50.e Kabyle crisis began in April 2001 following public celebrations of the Th
“Berber Spring” of 1980, when the Berber Cultural Movement first came
to public attention and was brutally repressed by the police. A gendarme
killed a young college student, which provoked a long confrontation
between the political regime and the population of Kabylia.
51.ee Jacky Dahomay, “Identité culturelle et identité politique: Le cas antil- S
lais,” in Comprendre les identités culturelles, edited by Will Kymlicka and
Sylvie Mesure (Paris: Presses universitaires de France, 2000), 103.

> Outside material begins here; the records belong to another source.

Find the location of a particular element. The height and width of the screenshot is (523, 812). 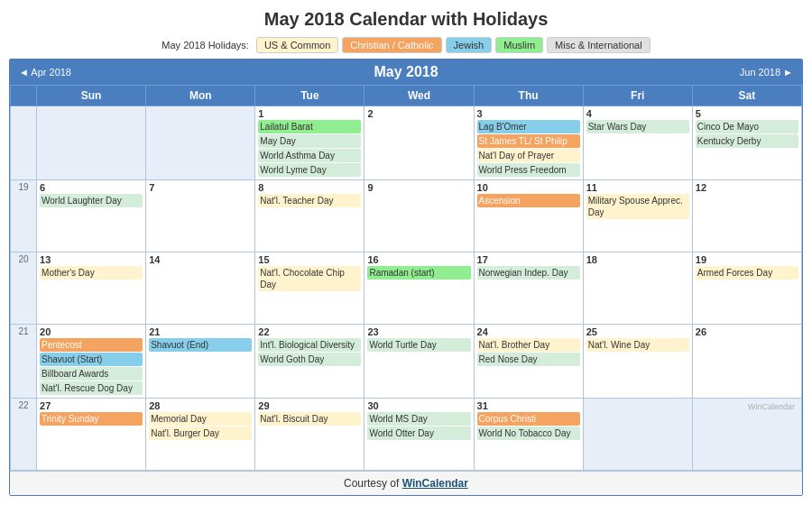

calendar-event: Armed Forces Day is located at coordinates (747, 272).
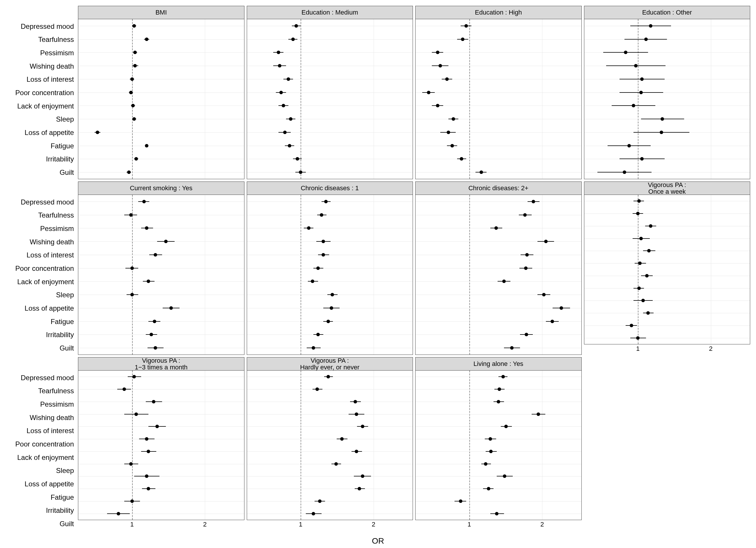  What do you see at coordinates (40, 282) in the screenshot?
I see `y-category-label: Lack of enjoyment` at bounding box center [40, 282].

52.Le Pen et l’Algérie,” editorial, “ Le Monde Interactif, 4 June 2002, http://www.
lemonde.fr.
53.rence Beaugé, “Quatre nouveau témoins accusent Jean-Marie Le Pen Flo
de torture,”Le Monde Interactif, 4 June 2002, http://www.lemonde.fr. See also
Gilbert Grandguillaume, “Être algérien chez soi et hors de soi,” Intersignes
10 (1995): 79–88.
54.t is in such terms that one of the participants relates her experience of I
French television: “I like French newscasts because they refer to us. When
my brother is watching the newscasts, I ask him to call me if they are talk-
ing about Algeria. But we know that when something is happening in
Algeria, ‘they’ always open with it. We are being sabotaged [by French tele-
vision].” (Abla, 38 years old)



  1. Beaugé, “Quatre temoins.”
    56.osoux Valérie, R Poids et usages du passé dans les relations franco-algériennes
    (L’Annuaire français des relations internationales II, 2001), 451–465.
    57.en A fl is an Algerian term referring to a person with power and ranking
    over others.
    58.li Kafi was the president of the powerful National Organization of A
    Mujahidin [fighters]. Following the assassination of President Boudiaf in
    June 1992, he became the President of the High State Commission.
    59.n 1999, 80 percent of households with television sets had access to satel- I
    lite transmissions, the highest degree of saturation in North Africa and the
    Middle East. In Western Europe the rate is 48.5 percent. See Naomi Sakr,
    Satellite Realms: Transnational Television, Globalization and the Middle East
    (London and New York: I.B. Tauris, 2001), 114.
    60.sef Bayat, “Activism and Social Development in the Middle East,” A
    International Journal of Middle East Studies 34 (2002): 1–28.